The “global” model these morally decrepit dumb-shit pundits peddle so furiously is one of total evisceration, of plunder and parasitism. The United States is being hollowed out from within whilst still blindly patronised from without through threats of sanctions or violence; but is terminally mutating into a gleaming dead shell writhing with internal corruption.
Of course the wizards of corporate crime strut and display with ostentatious complacency, the illicit proceeds of their incubus congress with “the people,” because they do not care about people. They know their vampirized prey are mesmerised into stupid complicity ~ to be willingly fleeced alive.
The American public are like the hapless victims of the notorious “devil’s breath” the datura powder Colombians use as a tactical zombie weapon, that renders the recipient totally submissive and helplessly obedient for hours at a time; happy to give away their property or play the smuggler’s mule, blissfully unaware of their actions.
Bravo Ralph Nader.
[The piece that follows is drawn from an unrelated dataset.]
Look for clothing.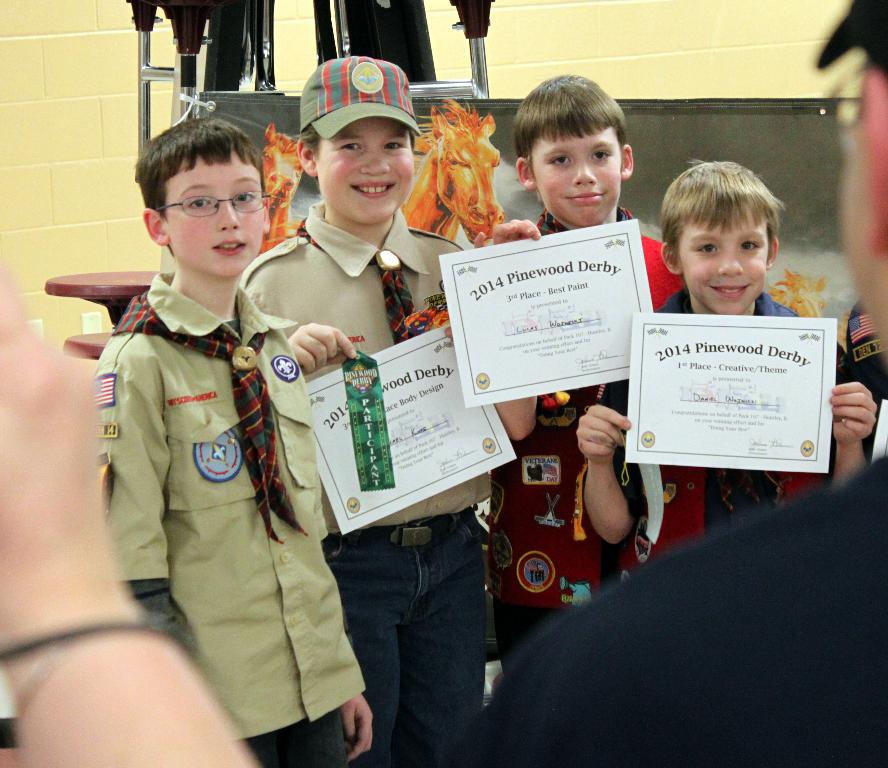
Found: (left=574, top=286, right=855, bottom=563).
You’re a legend in your own time. Only, maybe nobody’s listening ~ or reading your prophetic runes…..yet.
This memorable and indeed, historic text needs to be scrolled continuously in its entirety in the brightest lights still illuminating Times Square ~ unless they are extinguished forever that is……..as might occur if NYC were pressed into compliance with the 1965 Highway Beautification Act unless the city is exempted; since a 2012 federal transportation law designated Times Square an ‘arterial route.’
The daily mail reported this back in May: “according to The Wall Street Journal, One Times Square brings in more than $23 million annually from the signs, with companies paying several million apiece for the coveted ad real estate. In 2014, a new eight-story-tall, 24-million LED pixel screen began renting for $2.5 million for four weeks….”
Crowd funding anyone? For the Gates cartel or other filthy-rich fiendishly despotic cruise captains sailing around on their lakes of putrid slush, that’s no more than a knowing wink and a greasy coin in the glove.
Splendid addition to Nader’s commentary, David! Timely, and unfortunately true. Last night i watched a brief segment of the Bioneers Conference and was very impressed with a gent from Australia – Darren Doherty, and what he was teaching and practicing in conjunction with Permaculture.
It’s regrarian.org
Looks good Frank! Just visited his site. I heard about this work last year (Jan.2014) at the Oxford Real Farming Conference, where it was being flagged as “Regen-ag-Iberia” in Spain. I’m keen to pick up on this year’s Bioneers. Great event.
I dare say he’s presenting the same ideas as Geoff Lawton puts out so effectively, that I think are just amazing. I also learned about a new system of business/workplace management the other day, a technique called self-management that essentially does away with “managers” altogether. It is said to work really well ~ increasing productivity, better economy and job satisfaction.
Yes, David, it is like Geoff Lawton’s which is a double-plus! And on the technique of “self-management”, or as R. D. Wolff calls it – “employee-directed enterprises” is the way to go!